Partway through grad school (my second time, but that’s another story), my back pain from sitting all the time started to slide from “annoying” into “despair”. Some years earlier I had read an entire book about chairs (The Chair by Galen Cranz) and my takeaway from that had basically been “human bodies aren’t meant to sit anywhere, in any kind of chair, for very long.” I had also read a lot about a mind-body technique called The Alexander Technique and became convinced it would help me solve my posture problem, and thus my back pain, and reconnect with my body.
I was living in Zurich, Switzerland at the time, desperately wanting to enjoy this Glamorous Ex-Pat Lifestyle, but mostly just speaking Hochdeutsch but never being able to understand the Schwiizerdütsch that came back to me, and everyone thinking I was Dutch, not American.
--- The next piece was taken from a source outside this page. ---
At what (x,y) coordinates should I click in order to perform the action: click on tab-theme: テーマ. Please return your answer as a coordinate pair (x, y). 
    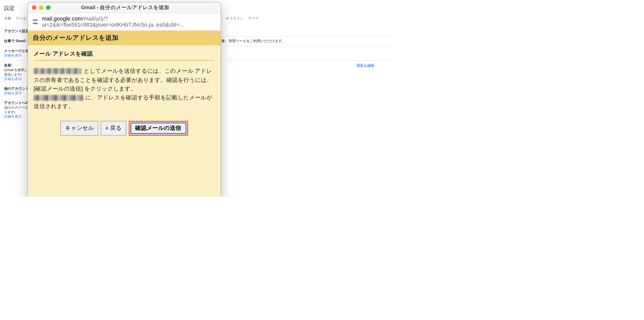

Eventually I gave up and just spoke English all the time. I spent a lot of time being yelled at in Schwiizerdütsch (it isn’t only Americans who just yell louder in their own language when someone doesn’t understand them!).
I spent a while searching for an Alexander Technique practitioner who seemed nice and spoke English, and took about a year of lessons during the second half of my doctoral program. I have three main memories of those sessions:
- laying fully clothed on a massage table and the practitioner kind of running her hands down the outside of my arms and legs
- sitting in a chair or standing in front of the chair, with her repeatedly saying “There is enough UP!”
- admitting to myself that I was paying $150/hour for someone to be nice to me and actually provide physical contact with another human
The end result of all that was me impulsively deciding that the solution to my problems was just to find a career where I didn’t need to sit. Enter: a disastrous attempt at being a high school science teacher which is, also, a story for another day.
For years that phrase has echoed in my head as I observe myself slouching through life. There is enough up! There is enough up!
In 2021, at the age of 48, I was officially diagnosed with hypermobile Ehlers Danlos Syndrome 18 months after marching into my primary care doc’s office with the Dr. Alan Pocinki Article on HSD and hEDS.
A year later and I’ve finally found a PCP who knows more about EDS than me, and a physical therapist who specializes in EDS who immediately sends me out to get custom AFOs. I pick them up a few weeks later and pretend I’ll carefully follow the titration schedule during the adjustment period. I eventually find some shoes they will fit into (women’s size 13 wide! Yay me!), put then on, cook and do dishes (i.e. stand for an hour) and my entire pelvic floor seizes up!
Ohhhhh, these are actually doing something!
I realize that with them on I feel like I can actually kind of almost stand up straight? Like, if I straighten my torso (shoulders back!) that there is actually some “up” coming from my pelvic area! What the hell is that feeling!?
And then it dawns on me—is that the body my AT practitioner thought I had? One that had enough “up” in it if I could just break my slouching habit? HA HA HA HA HA!
In some ways that moment with my new AFOs released me from a lifetime of self judgement. My body literally does not have enough “up”!!! And my bad posture isn’t just a bad habit or some psychosomatic projection of poor self esteem (listen, sometimes bodily ailments are our psyches projecting stuff out into our bodies…but sometimes it’s actually our bodies and trying to read a secret meaning into every damn thing is tiresome at best and legitimately harmful).
My body doesn’t have enough up!!!
My ligaments and tendons do not provide the normal amount of “up”. I cannot just balance on my neutral upright spine. I must cramp up various muscles to imitate whatever posture I’m aiming for. This leads to all kinds of shit like migraines, and it also, bizarrely means I have weak and spasmy muscles.